AHL Forum: Artists Tai Hwa Goh, Miru Kim, Michelle Y. Lee, Hyo Jeong Nam
Tuesday, April 26, 2016
6:30 – 8:00 PM
Place: Flamboyán Theatre (Clemente Soto Velez Cultural and Educational Center)
107 Suffolk St, New York, NY 10002
Artist: Tai Hwa Goh
Received her MFA degrees from the University of Maryland and Seoul National University, and also a BFA from Seoul National University. She is currently in the Studio Program at the Elizabeth Foundation for the Arts and has had numerous residencies at the Vermont Studio Center, Evergreen Museum and Library Residency at Johns Hopkins University, Key Holder Residency at the Lower East Side Print Shop, and the NARS Foundation. Goh’s awards and recognitions include a grant from the National Endowments for the Arts for the Chashama Window Program, Smack Mellown Hot Picks, and Prince George County Art Council Grant among many others. Her most recent and upcoming solo exhibition projects include Wave Hill Sun Room, William Paterson University, Union University, Azarian Mccullough Gallery at St. Thomas Aquinas College.
Artist: Miru Kim
Miru Kim is a New York-based artist and explorer. Her first series, “Naked City Spleen” is based on her exploration of urban ruins such as abandoned subway stations, tunnels, sewers, catacombs, factories, hospitals, and shipyards. Her next series, “The Pig That Therefore I am” juxtaposes her skin against the pig’s skin in industrial hog farms to explore the changing relationship between humans and animals. Her latest series, “The Camel’s Way” has followed her journey to deserts around the world, including the Arabian Desert, the Sahara in Mali, Morocco, and Egypt, the Thar in India, and the Gobi Desert in Mongolia, where she lived with desert nomads, slept in caves, and photographed herself with camels.
Miru’s work has been highlighted by countless international publications and online media, and is now in public collections including National Museum of Modern and Contemporary Art Korea, Seoul Museum of Art, Hanmi Photography Museum, Leeum Samsung Museum of Art, Borusan Contemporary Turkey, Addison Gallery of American Art. Currently she is working on a book about her two-year long adventure in the Arabian Desert, based on her blog, callmenoora.com.
Artist: Michelle Y. Lee
Michelle Y. Lee (b. 1981, Los Angeles California) is an interdisciplinary visual artist. Her works have been featured in international exhibitions, festivals and magazines including Hearing Landscapes Critically at Harvard University, Boston, MA; 80 WSE Gallery, NYC, New York; the Pingyao Photography Festival, Pingyao, China; 2013 Philosophy and Arts Conference, NYC, New York; Boda Center for Visual Arts, Seoul, South Korea; Museo Ex Teresa Arte Actual, Mexico City, Mexico; Sala Rekalde, Bilbao Spain; Schindler House/MAK Center, Los Angeles, California; Wolgan Sajin: Monthly Photo Magazine Korea and Glamour Magazine, France. Lee received her BFA from California Institute of the Arts in 2006 and MFA from New York University in 2013. She lives and works in Brooklyn, New York.
Artist: Hyo Jeong Nam
Hyo Jeong Nam is a Korean-born artist, living and working in New York. She received her M.F.A at Pratt Institute in New York and B.F.A from Kyonggi University in Korea. Since she graduated from Pratt, she had eight solo shows.

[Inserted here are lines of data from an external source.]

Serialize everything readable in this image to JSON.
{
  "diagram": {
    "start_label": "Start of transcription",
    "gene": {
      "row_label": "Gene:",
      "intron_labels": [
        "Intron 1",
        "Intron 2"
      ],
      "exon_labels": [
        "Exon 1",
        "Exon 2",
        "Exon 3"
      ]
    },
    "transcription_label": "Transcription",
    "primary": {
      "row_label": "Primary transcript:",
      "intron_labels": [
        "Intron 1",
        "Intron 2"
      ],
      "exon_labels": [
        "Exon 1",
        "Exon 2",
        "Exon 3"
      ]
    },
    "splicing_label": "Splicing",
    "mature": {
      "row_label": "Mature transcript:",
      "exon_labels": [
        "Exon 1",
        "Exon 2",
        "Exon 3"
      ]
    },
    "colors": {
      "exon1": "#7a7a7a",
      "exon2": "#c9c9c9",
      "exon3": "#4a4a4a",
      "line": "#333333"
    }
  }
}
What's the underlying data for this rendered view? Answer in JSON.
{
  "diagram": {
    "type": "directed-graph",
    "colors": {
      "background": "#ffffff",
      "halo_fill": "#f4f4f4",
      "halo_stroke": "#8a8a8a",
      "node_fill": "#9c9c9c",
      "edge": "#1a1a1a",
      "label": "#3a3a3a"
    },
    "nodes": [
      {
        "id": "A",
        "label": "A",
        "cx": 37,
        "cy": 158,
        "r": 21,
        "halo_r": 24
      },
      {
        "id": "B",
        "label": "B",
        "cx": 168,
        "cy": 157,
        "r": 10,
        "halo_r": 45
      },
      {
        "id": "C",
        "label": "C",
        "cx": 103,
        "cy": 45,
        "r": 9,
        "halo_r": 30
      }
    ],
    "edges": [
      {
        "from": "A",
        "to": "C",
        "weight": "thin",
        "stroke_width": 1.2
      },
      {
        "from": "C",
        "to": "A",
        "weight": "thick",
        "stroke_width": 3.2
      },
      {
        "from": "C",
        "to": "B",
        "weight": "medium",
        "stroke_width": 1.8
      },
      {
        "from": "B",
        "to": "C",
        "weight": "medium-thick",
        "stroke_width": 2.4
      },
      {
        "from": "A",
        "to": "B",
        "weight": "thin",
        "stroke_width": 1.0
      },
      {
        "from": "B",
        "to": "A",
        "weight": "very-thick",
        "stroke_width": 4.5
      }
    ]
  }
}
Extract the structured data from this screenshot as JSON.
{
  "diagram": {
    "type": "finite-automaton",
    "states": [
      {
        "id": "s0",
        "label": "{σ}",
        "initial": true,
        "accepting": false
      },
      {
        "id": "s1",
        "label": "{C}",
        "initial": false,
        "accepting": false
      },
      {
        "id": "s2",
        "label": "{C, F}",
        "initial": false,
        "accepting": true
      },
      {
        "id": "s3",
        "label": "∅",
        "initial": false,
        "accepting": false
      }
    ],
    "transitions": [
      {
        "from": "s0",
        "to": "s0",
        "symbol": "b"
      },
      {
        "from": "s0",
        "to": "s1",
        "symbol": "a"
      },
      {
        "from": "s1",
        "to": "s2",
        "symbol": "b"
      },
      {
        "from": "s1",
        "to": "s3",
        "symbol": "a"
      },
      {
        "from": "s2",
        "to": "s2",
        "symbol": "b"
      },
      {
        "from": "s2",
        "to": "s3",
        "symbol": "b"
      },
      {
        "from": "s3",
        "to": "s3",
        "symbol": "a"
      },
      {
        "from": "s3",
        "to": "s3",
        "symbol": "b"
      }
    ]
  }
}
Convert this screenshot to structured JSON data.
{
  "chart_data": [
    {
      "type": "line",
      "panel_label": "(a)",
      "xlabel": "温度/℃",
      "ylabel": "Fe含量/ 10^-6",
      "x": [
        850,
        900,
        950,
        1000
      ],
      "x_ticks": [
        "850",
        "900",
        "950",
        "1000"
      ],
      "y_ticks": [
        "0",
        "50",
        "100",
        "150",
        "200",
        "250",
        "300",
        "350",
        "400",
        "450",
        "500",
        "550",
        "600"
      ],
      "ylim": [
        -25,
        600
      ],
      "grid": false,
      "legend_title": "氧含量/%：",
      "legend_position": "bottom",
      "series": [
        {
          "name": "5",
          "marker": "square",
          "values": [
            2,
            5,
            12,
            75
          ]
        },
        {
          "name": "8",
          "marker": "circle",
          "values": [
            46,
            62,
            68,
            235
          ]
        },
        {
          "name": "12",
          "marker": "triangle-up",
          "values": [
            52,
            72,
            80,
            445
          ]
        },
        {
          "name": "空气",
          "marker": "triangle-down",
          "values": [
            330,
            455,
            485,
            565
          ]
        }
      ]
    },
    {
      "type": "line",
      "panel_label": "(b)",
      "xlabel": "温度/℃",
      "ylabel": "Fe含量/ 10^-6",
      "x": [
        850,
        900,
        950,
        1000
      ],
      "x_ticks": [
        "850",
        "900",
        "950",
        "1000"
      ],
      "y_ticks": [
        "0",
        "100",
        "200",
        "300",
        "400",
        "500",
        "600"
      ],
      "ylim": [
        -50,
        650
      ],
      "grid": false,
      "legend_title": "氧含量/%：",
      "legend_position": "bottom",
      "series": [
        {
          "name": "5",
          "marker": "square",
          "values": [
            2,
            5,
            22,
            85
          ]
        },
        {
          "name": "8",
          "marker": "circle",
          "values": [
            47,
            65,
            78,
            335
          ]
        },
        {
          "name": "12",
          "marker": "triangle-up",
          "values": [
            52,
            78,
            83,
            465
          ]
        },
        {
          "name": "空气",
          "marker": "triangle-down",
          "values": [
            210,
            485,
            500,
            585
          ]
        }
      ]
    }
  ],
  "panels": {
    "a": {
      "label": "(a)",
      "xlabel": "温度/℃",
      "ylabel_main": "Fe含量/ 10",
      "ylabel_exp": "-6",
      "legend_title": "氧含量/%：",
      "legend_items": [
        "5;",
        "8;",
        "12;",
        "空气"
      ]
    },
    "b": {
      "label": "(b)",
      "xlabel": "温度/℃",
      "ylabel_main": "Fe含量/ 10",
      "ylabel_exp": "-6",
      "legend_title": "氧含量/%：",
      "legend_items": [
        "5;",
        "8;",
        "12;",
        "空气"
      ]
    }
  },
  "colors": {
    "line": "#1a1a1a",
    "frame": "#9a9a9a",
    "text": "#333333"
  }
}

In 2013, she had solo show at Yegam Art Space and a two person show at AHA Fine Art. She also participated in many group exhibitions in other galleries, museums and art fairs in US and Korea, such as Kips gallery, SICA, chashama, Scope Art Fair, Red Dot Art Fair, and Fountain Art Fair. She was a resident at Gallery Aferro, Ox-Bow and
Vermont Center with a full scholarship.
Guest Critic: Keith Schweitzer (Director/Co-Founder of The Lodge Gallery)

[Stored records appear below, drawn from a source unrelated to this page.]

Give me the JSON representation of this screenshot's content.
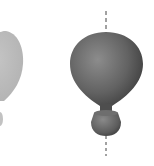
{
  "scene": {
    "background": "#ffffff",
    "objects": [
      {
        "name": "faded-balloon",
        "color": "#bdbdbd",
        "partially_visible": true
      },
      {
        "name": "shaded-balloon",
        "highlight": "#8a8a8a",
        "base": "#5e5e5e",
        "shadow": "#3a3a3a",
        "axis_style": "dashed",
        "axis_color": "#444444"
      }
    ]
  }
}
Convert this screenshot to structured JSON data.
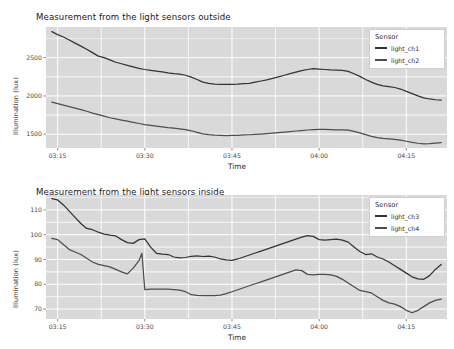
{
  "figure": {
    "width": 454,
    "height": 349,
    "background": "#ffffff",
    "panel_background": "#d9d9d9",
    "grid_color": "#ffffff"
  },
  "chart_data": [
    {
      "type": "line",
      "title": "Measurement from the light sensors outside",
      "xlabel": "Time",
      "ylabel": "Illumination (lux)",
      "grid": true,
      "legend_position": "top-right-inside",
      "legend_title": "Sensor",
      "xticklabels": [
        "03:15",
        "03:30",
        "03:45",
        "04:00",
        "04:15"
      ],
      "xtickvalues": [
        195,
        210,
        225,
        240,
        255
      ],
      "xlim": [
        193,
        262
      ],
      "yticklabels": [
        "1500",
        "2000",
        "2500"
      ],
      "ytickvalues": [
        1500,
        2000,
        2500
      ],
      "ylim": [
        1320,
        2900
      ],
      "series": [
        {
          "name": "light_ch1",
          "color": "#333333",
          "x": [
            194,
            195,
            196,
            197,
            198,
            199,
            200,
            201,
            202,
            203,
            204,
            205,
            206,
            207,
            208,
            209,
            210,
            211,
            212,
            213,
            214,
            215,
            216,
            217,
            218,
            219,
            220,
            221,
            222,
            223,
            224,
            225,
            226,
            227,
            228,
            229,
            230,
            231,
            232,
            233,
            234,
            235,
            236,
            237,
            238,
            239,
            240,
            241,
            242,
            243,
            244,
            245,
            246,
            247,
            248,
            249,
            250,
            251,
            252,
            253,
            254,
            255,
            256,
            257,
            258,
            259,
            260,
            261
          ],
          "values": [
            2840,
            2800,
            2770,
            2730,
            2690,
            2650,
            2610,
            2565,
            2520,
            2500,
            2470,
            2440,
            2420,
            2400,
            2380,
            2360,
            2345,
            2335,
            2325,
            2315,
            2300,
            2290,
            2285,
            2270,
            2245,
            2215,
            2180,
            2165,
            2155,
            2152,
            2150,
            2152,
            2155,
            2160,
            2165,
            2180,
            2195,
            2210,
            2230,
            2250,
            2270,
            2290,
            2310,
            2330,
            2345,
            2355,
            2350,
            2345,
            2340,
            2338,
            2335,
            2320,
            2290,
            2255,
            2215,
            2180,
            2150,
            2130,
            2120,
            2110,
            2090,
            2060,
            2030,
            2000,
            1975,
            1960,
            1950,
            1945
          ]
        },
        {
          "name": "light_ch2",
          "color": "#4d4d4d",
          "x": [
            194,
            195,
            196,
            197,
            198,
            199,
            200,
            201,
            202,
            203,
            204,
            205,
            206,
            207,
            208,
            209,
            210,
            211,
            212,
            213,
            214,
            215,
            216,
            217,
            218,
            219,
            220,
            221,
            222,
            223,
            224,
            225,
            226,
            227,
            228,
            229,
            230,
            231,
            232,
            233,
            234,
            235,
            236,
            237,
            238,
            239,
            240,
            241,
            242,
            243,
            244,
            245,
            246,
            247,
            248,
            249,
            250,
            251,
            252,
            253,
            254,
            255,
            256,
            257,
            258,
            259,
            260,
            261
          ],
          "values": [
            1920,
            1900,
            1880,
            1860,
            1840,
            1820,
            1800,
            1775,
            1755,
            1735,
            1715,
            1700,
            1685,
            1670,
            1655,
            1640,
            1625,
            1615,
            1605,
            1595,
            1585,
            1578,
            1570,
            1560,
            1545,
            1525,
            1505,
            1495,
            1488,
            1485,
            1483,
            1484,
            1486,
            1490,
            1493,
            1497,
            1502,
            1508,
            1515,
            1522,
            1528,
            1535,
            1542,
            1548,
            1555,
            1560,
            1562,
            1562,
            1560,
            1558,
            1558,
            1552,
            1538,
            1518,
            1495,
            1472,
            1455,
            1445,
            1438,
            1432,
            1422,
            1408,
            1393,
            1382,
            1375,
            1378,
            1385,
            1390
          ]
        }
      ]
    },
    {
      "type": "line",
      "title": "Measurement from the light sensors inside",
      "xlabel": "Time",
      "ylabel": "Illumination (lux)",
      "grid": true,
      "legend_position": "top-right-inside",
      "legend_title": "Sensor",
      "xticklabels": [
        "03:15",
        "03:30",
        "03:45",
        "04:00",
        "04:15"
      ],
      "xtickvalues": [
        195,
        210,
        225,
        240,
        255
      ],
      "xlim": [
        193,
        262
      ],
      "yticklabels": [
        "70",
        "80",
        "90",
        "100",
        "110"
      ],
      "ytickvalues": [
        70,
        80,
        90,
        100,
        110
      ],
      "ylim": [
        66,
        116
      ],
      "series": [
        {
          "name": "light_ch3",
          "color": "#333333",
          "x": [
            194,
            195,
            196,
            197,
            198,
            199,
            200,
            201,
            202,
            203,
            204,
            205,
            206,
            207,
            208,
            209,
            210,
            211,
            212,
            213,
            214,
            215,
            216,
            217,
            218,
            219,
            220,
            221,
            222,
            223,
            224,
            225,
            226,
            227,
            228,
            229,
            230,
            231,
            232,
            233,
            234,
            235,
            236,
            237,
            238,
            239,
            240,
            241,
            242,
            243,
            244,
            245,
            246,
            247,
            248,
            249,
            250,
            251,
            252,
            253,
            254,
            255,
            256,
            257,
            258,
            259,
            260,
            261
          ],
          "values": [
            114.5,
            114.0,
            112.0,
            109.5,
            107.0,
            104.5,
            102.5,
            102.0,
            101.0,
            100.2,
            99.8,
            99.5,
            98.0,
            96.8,
            96.5,
            98.0,
            98.3,
            95.0,
            92.5,
            92.2,
            92.0,
            91.0,
            90.6,
            90.8,
            91.3,
            91.5,
            91.2,
            91.4,
            91.0,
            90.2,
            89.8,
            89.6,
            90.2,
            91.0,
            91.8,
            92.6,
            93.4,
            94.2,
            95.0,
            95.8,
            96.6,
            97.4,
            98.2,
            99.0,
            99.6,
            99.3,
            98.0,
            97.8,
            98.0,
            98.2,
            97.8,
            97.0,
            95.0,
            93.2,
            92.0,
            92.3,
            91.0,
            90.2,
            89.0,
            87.5,
            86.0,
            84.5,
            83.0,
            82.2,
            82.0,
            83.5,
            86.0,
            88.0
          ]
        },
        {
          "name": "light_ch4",
          "color": "#4d4d4d",
          "x": [
            194,
            195,
            196,
            197,
            198,
            199,
            200,
            201,
            202,
            203,
            204,
            205,
            206,
            207,
            208,
            209,
            209.5,
            210,
            211,
            212,
            213,
            214,
            215,
            216,
            217,
            218,
            219,
            220,
            221,
            222,
            223,
            224,
            225,
            226,
            227,
            228,
            229,
            230,
            231,
            232,
            233,
            234,
            235,
            236,
            237,
            238,
            239,
            240,
            241,
            242,
            243,
            244,
            245,
            246,
            247,
            248,
            249,
            250,
            251,
            252,
            253,
            254,
            255,
            256,
            257,
            258,
            259,
            260,
            261
          ],
          "values": [
            98.5,
            98.0,
            96.0,
            94.0,
            93.0,
            92.0,
            90.5,
            89.0,
            88.0,
            87.5,
            87.0,
            86.0,
            85.0,
            84.2,
            86.5,
            89.5,
            92.5,
            77.8,
            78.0,
            78.0,
            78.0,
            78.0,
            77.8,
            77.6,
            77.0,
            75.8,
            75.5,
            75.4,
            75.4,
            75.4,
            75.6,
            76.2,
            77.0,
            77.8,
            78.6,
            79.4,
            80.2,
            81.0,
            81.8,
            82.6,
            83.4,
            84.2,
            85.0,
            85.8,
            85.5,
            84.0,
            83.8,
            84.0,
            84.0,
            83.8,
            83.2,
            82.0,
            80.5,
            79.0,
            77.5,
            77.0,
            76.5,
            75.0,
            73.5,
            72.5,
            72.0,
            71.0,
            69.5,
            68.5,
            69.5,
            71.0,
            72.5,
            73.5,
            74.0
          ]
        }
      ]
    }
  ]
}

Keith Schweitzer is the Director/Co-Founder of The Lodge Gallery, located on Manhattan’s Lower East Side. Schweitzer was named as a “Young New York Art Dealer To Watch” by artnet in 2015. He is also Director of Public Art for Fourth Arts Block, the non-profit leadership organization for Manhattan’s officially designated Cultural District in the East Village (Rockefeller Foundation Cultural Innovation Fund Award 2012, National Endowment for the Arts (NEA) ArtWorks Award 2013). He was a founding member of No Longer Empty, serving as Director of Exhibitions and Curator from its inception in 2009 through 2011. Working with a focus in New York City for more than 12 years, his high-profile collaborative exhibitions, events and installations frequently combine internationally recognized artists, institutions and organizations with local emerging artists and neighborhood-specific themes.
Guest Critic: Cindy Rucker (Director of Cindy Rucker Gallery)
Cindy Rucker is a New York-based gallerist and curator. Her eponymous space on the Lower East Side, whose exhibitions have been featured in The New York Times, Art in America, Time Out New York, New York Magazine and ArtReview to name a few, has been a fixture on the LES art scene for the past 9 years. In addition to promoting her roster of emerging and mid-career artists, she is enthusiastic in her support for young artists.